Another threat to local youth justice

Howard Williamson
Tuesday, August 11, 2009

Jack Straw's proposal to send in "experts" to take over failing youth offending teams (YOTs), contained in last month's progress report on the Youth Crime Action Plan, flies in the face of a fundamental principle of the youth justice system after it was reformed in 1998. Straw himself was paradoxically the pioneer of those reforms.

The principle was that youth justice services in the community should be co-ordinated and delivered through a statutory partnership of local agencies: social services, police, education, probation and health. Performance management has been overseen by the Youth Justice Board, with both iron fist and velvet glove measures to cajole and encourage better practice at the local level. But at no time so far has there been recourse to central government direction, control or intervention in the business of local delivery.

Not that the idea hasn't been mooted before. There has, almost from the start, been disquiet about the contributions of some of the statutory partners to the local resource, which has damaged local effectiveness. Health and probation services have been notable culprits. The capacity of central government to dictate to health has been limited. But with probation, since the inception of the National Offender Management Service (NOMS) there has been more scope for manoeuvre.

Notional levels of acceptable probation contributions, in terms of people and money, were set on the basis of work undertaken by the Probation Service when this responsibility was transferred to YOTs. The demands of these responsibilities rapidly changed leaving a shortfall in resource for YOTs. Yet annual revisions to probation contributions would have been an absurd administrative burden and so the initial arrangements remained the benchmark. Inevitably, disquiet set in.

NOMS provided an opportunity for revision and review of probation contributions. A logical approach to producing a better deal across the board for YOTs would have been to take some of the NOMS budget and hand it out to YOTs. This idea had many merits but its critical defect would have been that it levered authority and influence away from local self-determination. It was ultimately rejected on these grounds: it might have been the start of a slippery slope.

That problem now rears its head again with Straw's proposals, which are likely to become legislation soon. With new arrangements for local governance both in England and Wales, the challenge is to ensure that youth justice arrangements at the local level command sufficiently high political and managerial support. Supporters of the new sanctions will argue, no doubt, that elected members and chief executives will wish to avoid being "named and shamed". Opponents, however, will say that when expectations are heaped on already stretched local government resources to take more responsibility for ever more complex youth justice policy and practice, this is an unnecessary and wanton attack on local democracy.

Howard Williamson is professor of European youth policy at the University of Glamorgan.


**Description of the task**
Would you repeat the listing below exactly, with no pictures in it?

━━━━━ Listed entries ━━━━━

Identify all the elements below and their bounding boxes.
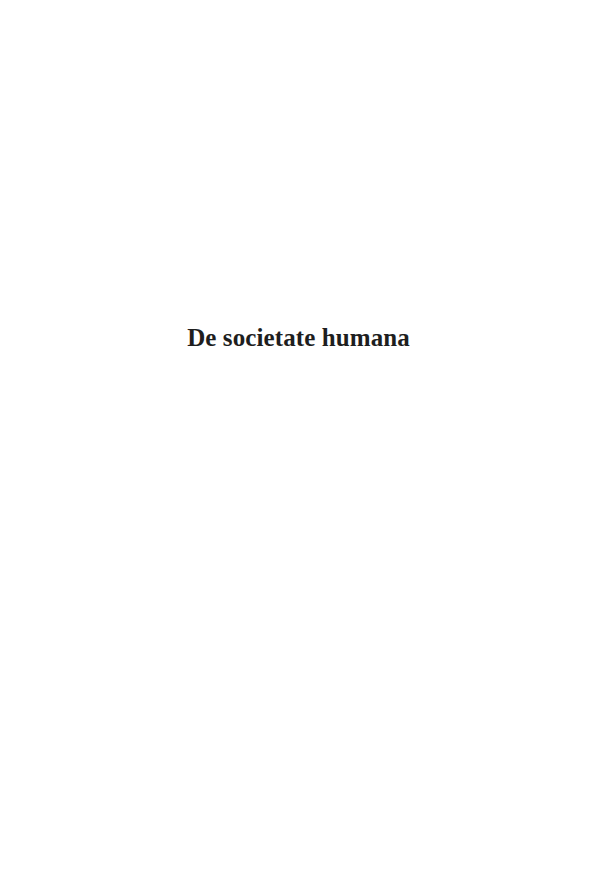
document-page: De societate humana: [0, 0, 593, 896]
page-title: De societate humana: [0, 322, 593, 354]
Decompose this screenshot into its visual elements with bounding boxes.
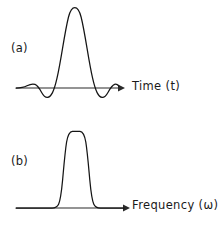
panel-b-tag: (b) [11, 156, 28, 168]
panel-a-tag: (a) [11, 43, 28, 55]
panel-a-plot [0, 0, 224, 117]
sinc-pulse-curve [16, 8, 119, 98]
spectrum-pulse-curve [16, 131, 124, 208]
panel-a: (a) Time (t) [0, 0, 224, 117]
panel-b: (b) Frequency (ω) [0, 117, 224, 234]
panel-b-axis-label: Frequency (ω) [132, 200, 218, 212]
panel-b-plot [0, 117, 224, 234]
panel-a-axis-label: Time (t) [132, 81, 180, 93]
figure-container: (a) Time (t) (b) Frequency (ω) [0, 0, 224, 234]
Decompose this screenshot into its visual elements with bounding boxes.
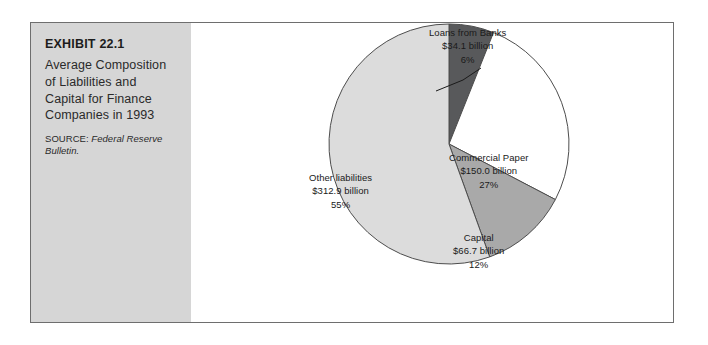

━━━━━

**Answer to this problem**
Identify all the elements below and their bounding boxes.
document-page: De societate humana: [0, 0, 593, 896]
page-title: De societate humana: [0, 322, 593, 354]
Decompose this screenshot into its visual elements with bounding boxes.
panel-b-tag: (b) [11, 156, 28, 168]
panel-a-tag: (a) [11, 43, 28, 55]
panel-a-plot [0, 0, 224, 117]
sinc-pulse-curve [16, 8, 119, 98]
spectrum-pulse-curve [16, 131, 124, 208]
panel-a: (a) Time (t) [0, 0, 224, 117]
panel-b: (b) Frequency (ω) [0, 117, 224, 234]
panel-b-axis-label: Frequency (ω) [132, 200, 218, 212]
panel-b-plot [0, 117, 224, 234]
panel-a-axis-label: Time (t) [132, 81, 180, 93]
figure-container: (a) Time (t) (b) Frequency (ω) [0, 0, 224, 234]
Decompose this screenshot into its visual elements with bounding boxes.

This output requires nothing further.